There is no elder care system in California. Instead, there is a patchwork of options. And because, with limited exceptions, we don’t dedicate public funds to long-term daily care, many options are wildly out of reach to families without significant resources.  

The COVID-19 pandemic made all of this abundantly clear, and showed just how fragile the existing options are, from assisted living homes overrun by infectious disease to at-home care delivered by underpaid workers who were not prioritized for protective gear when the pandemic hit.

While we may not have another pandemic like the one that has gripped the world for the last two years in our lifetime, we felt it was important to explore the problems it exposed in our elder care system — problems that, in many cases, were decades old and will not be solved anytime soon. 

We focused on elder care in part because seniors make up a growing proportion of California’s overall population. About 16% of our state is over 65, up from just 9% in 1970. Many of our Bay Area News Group — particularly our print subscribers — also fall into this category. 

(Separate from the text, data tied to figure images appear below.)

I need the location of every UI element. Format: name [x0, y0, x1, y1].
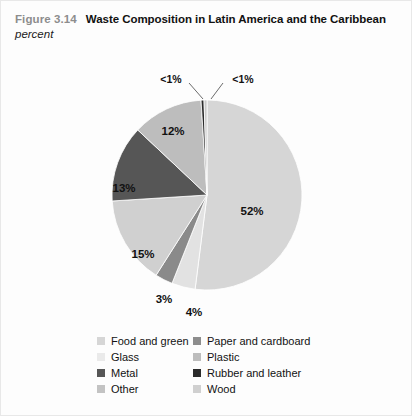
- slice-label-rubber: <1%: [232, 73, 254, 85]
- legend-swatch-icon: [193, 353, 201, 361]
- legend-label: Glass: [111, 352, 139, 363]
- slice-label-paper: 12%: [161, 125, 184, 137]
- slice-label-wood: <1%: [160, 73, 182, 85]
- legend-swatch-icon: [193, 337, 201, 345]
- slice-label-plastic: 4%: [186, 306, 203, 317]
- legend-item-paper-and-cardboard[interactable]: Paper and cardboard: [193, 333, 343, 349]
- legend-label: Wood: [207, 384, 236, 395]
- slice-label-other: 15%: [131, 248, 154, 260]
- legend-item-glass[interactable]: Glass: [97, 349, 193, 365]
- legend-swatch-icon: [193, 369, 201, 377]
- legend-item-other[interactable]: Other: [97, 381, 193, 397]
- pie-slices-group: [112, 100, 302, 290]
- legend: Food and green Glass Metal Other Paper a…: [97, 333, 347, 397]
- legend-item-rubber-and-leather[interactable]: Rubber and leather: [193, 365, 343, 381]
- figure-title: Waste Composition in Latin America and t…: [86, 13, 386, 25]
- legend-column-right: Paper and cardboard Plastic Rubber and l…: [193, 333, 343, 397]
- legend-swatch-icon: [97, 353, 105, 361]
- figure-header: Figure 3.14Waste Composition in Latin Am…: [15, 9, 401, 40]
- figure-number: Figure 3.14: [15, 13, 77, 25]
- legend-label: Other: [111, 384, 139, 395]
- legend-label: Rubber and leather: [207, 368, 301, 379]
- legend-item-wood[interactable]: Wood: [193, 381, 343, 397]
- slice-label-food-and-green: 52%: [240, 205, 263, 217]
- legend-swatch-icon: [97, 385, 105, 393]
- slice-label-metal: 13%: [112, 182, 135, 194]
- legend-label: Food and green: [111, 336, 189, 347]
- pie-chart-svg: <1% <1% 52% 12% 13% 15% 3% 4%: [111, 73, 303, 317]
- figure-title-line: Figure 3.14Waste Composition in Latin Am…: [15, 9, 401, 27]
- leader-line-left: [189, 83, 203, 99]
- legend-label: Plastic: [207, 352, 239, 363]
- legend-swatch-icon: [97, 337, 105, 345]
- leader-line-right: [211, 83, 223, 99]
- pie-slice: [195, 100, 302, 290]
- figure-container: Figure 3.14Waste Composition in Latin Am…: [0, 0, 412, 416]
- legend-swatch-icon: [97, 369, 105, 377]
- legend-item-metal[interactable]: Metal: [97, 365, 193, 381]
- legend-item-plastic[interactable]: Plastic: [193, 349, 343, 365]
- pie-chart: <1% <1% 52% 12% 13% 15% 3% 4%: [111, 73, 303, 317]
- legend-label: Metal: [111, 368, 138, 379]
- slice-label-glass: 3%: [156, 293, 173, 305]
- legend-item-food-and-green[interactable]: Food and green: [97, 333, 193, 349]
- legend-swatch-icon: [193, 385, 201, 393]
- legend-column-left: Food and green Glass Metal Other: [97, 333, 193, 397]
- legend-label: Paper and cardboard: [207, 336, 310, 347]
- figure-subtitle: percent: [15, 28, 401, 40]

Ultimately, we tried to unpack a piece of the elder care story through the eyes of four families. These families each grappled with the need to find care for elders and made vastly different choices in the process. One family moved into an assisted living facility during the winter 2020 surge in COVID cases. One woman moved her frail mother out of a memory care facility and into her dining room as the pandemic first hit. Another woman relied on professional caregivers, while another — who had worked as a paid caregiver for other families — provided the care herself. 

Our goal was to weave in the broader policy discussion — touching on a series of bills in Sacramento aimed at reforming the nursing home industry and a federal push to boost funding for caregivers — into the piece without getting bogged down. We also put together a companion piece on care options, costs and important forms families should know about. Finally, we held a webinar attended by hundreds of people, which featured some of the families in the story, as well as a geriatrician and a social worker. It was one of our most-attended live events ever, which I think speaks to the need for stories focused on seniors, a demographic that is too often overlooked or excluded. 

The reporting process was not without its challenges. What we thought would be a process of finding families to write about through visits to senior centers, assisted living facilities and other organizations instead initially played out online. Senior centers were still closed and facilities generally weren’t open to visitors because of COVID-19. Instead, we spoke first with advocacy organizations, nonprofits and geriatricians, who connected us with families. Getting families to go on the record was also difficult. We spoke with a number of people who do not appear anywhere in the story about their (sometimes traumatic) experiences with elder care, but many were reluctant to speak openly because they feared reprisal from facilities still caring for their loved ones or other blowback. And families were sometimes reluctant to discuss finances. 

As with most long-term reporting, it was important to build relationships and trust with the families we wrote about, and to internalize that what for us might be one project was for them potentially a once-in-a-lifetime experience that involved sharing deeply personal stories. 

In the end, we were able to touch upon just a fraction of the elder care landscape. The good news is that there are plenty of other stories to tell. And while there are gaps in accessible information and data, the state does make available nursing home inspection reports, and COVID cases and deaths for various facilities. There are a number of studies from researchers like Charlene Harrington at UC San Francisco that delve into the links between COVID-19 infections and deaths and factors like staffing levels, ownership status and size. Reporters could compare facilities that weathered the pandemic well and those that did not. What went right, what went wrong and why? What needs to change? 

Lawmakers passed some legislation but other bills — including one that would limit nursing home squatting, where people or companies run nursing homes without state approval — have stalled amid intense opposition. They deserve continued attention, as does the implementation of those passed. 

There is much more to be written about the workers who put their lives on the line, often with very little protection, to care for seniors. And then of course there is the broader thorny question of whether the state or country will move to include elder care as a public benefit.